DynamoDB and Aurora/RDS are the most heavily tested services. DynamoDB questions focus on table design, partition keys, and capacity modes. Aurora questions focus on architecture, replication, and when to choose Aurora over standard RDS. Together, these services make up roughly 40-50% of exam content.
How is the Database Specialty different from Solutions Architect?
Solutions Architect tests broad AWS knowledge across all services. Database Specialty goes deep into database-specific topics: table design, query optimization, migration strategies, database-level security, and performance tuning.
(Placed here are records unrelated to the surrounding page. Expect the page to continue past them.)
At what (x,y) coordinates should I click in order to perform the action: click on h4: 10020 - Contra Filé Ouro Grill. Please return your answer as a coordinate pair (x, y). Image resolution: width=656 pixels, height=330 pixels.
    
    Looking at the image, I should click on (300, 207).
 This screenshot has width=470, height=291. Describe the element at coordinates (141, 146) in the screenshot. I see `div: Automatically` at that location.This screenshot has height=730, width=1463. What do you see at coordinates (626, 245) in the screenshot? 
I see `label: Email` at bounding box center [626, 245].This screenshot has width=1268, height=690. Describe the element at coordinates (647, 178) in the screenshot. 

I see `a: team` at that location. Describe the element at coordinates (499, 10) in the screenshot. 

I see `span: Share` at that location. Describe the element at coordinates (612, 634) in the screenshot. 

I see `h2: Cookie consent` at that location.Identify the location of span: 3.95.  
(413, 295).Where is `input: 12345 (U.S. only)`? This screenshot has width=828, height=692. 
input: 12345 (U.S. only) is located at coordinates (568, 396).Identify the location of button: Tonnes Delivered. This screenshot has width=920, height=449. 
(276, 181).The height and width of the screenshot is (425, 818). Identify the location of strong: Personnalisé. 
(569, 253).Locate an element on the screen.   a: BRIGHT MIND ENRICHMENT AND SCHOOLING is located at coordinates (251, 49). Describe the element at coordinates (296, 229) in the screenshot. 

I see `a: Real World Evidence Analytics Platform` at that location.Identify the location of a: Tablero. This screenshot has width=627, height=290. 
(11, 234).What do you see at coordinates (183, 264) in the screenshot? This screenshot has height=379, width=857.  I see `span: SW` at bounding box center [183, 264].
It requires understanding database internals, not just which service to use.
The Bottom Line
The AWS Database Specialty validates expertise that organizations desperately need. As data grows exponentially, professionals who can design, migrate, and optimize database solutions on AWS are in high demand.
The key to passing is understanding the AWS database landscape at a deep level. Know when to use each service, how to migrate between them, how to optimize performance, and how to secure them properly.
Do not try to memorize facts. Understand the reasoning behind database decisions. When you can explain WHY Aurora is better than standard RDS for a specific workload, or WHY DynamoDB needs a certain partition key design, you are ready.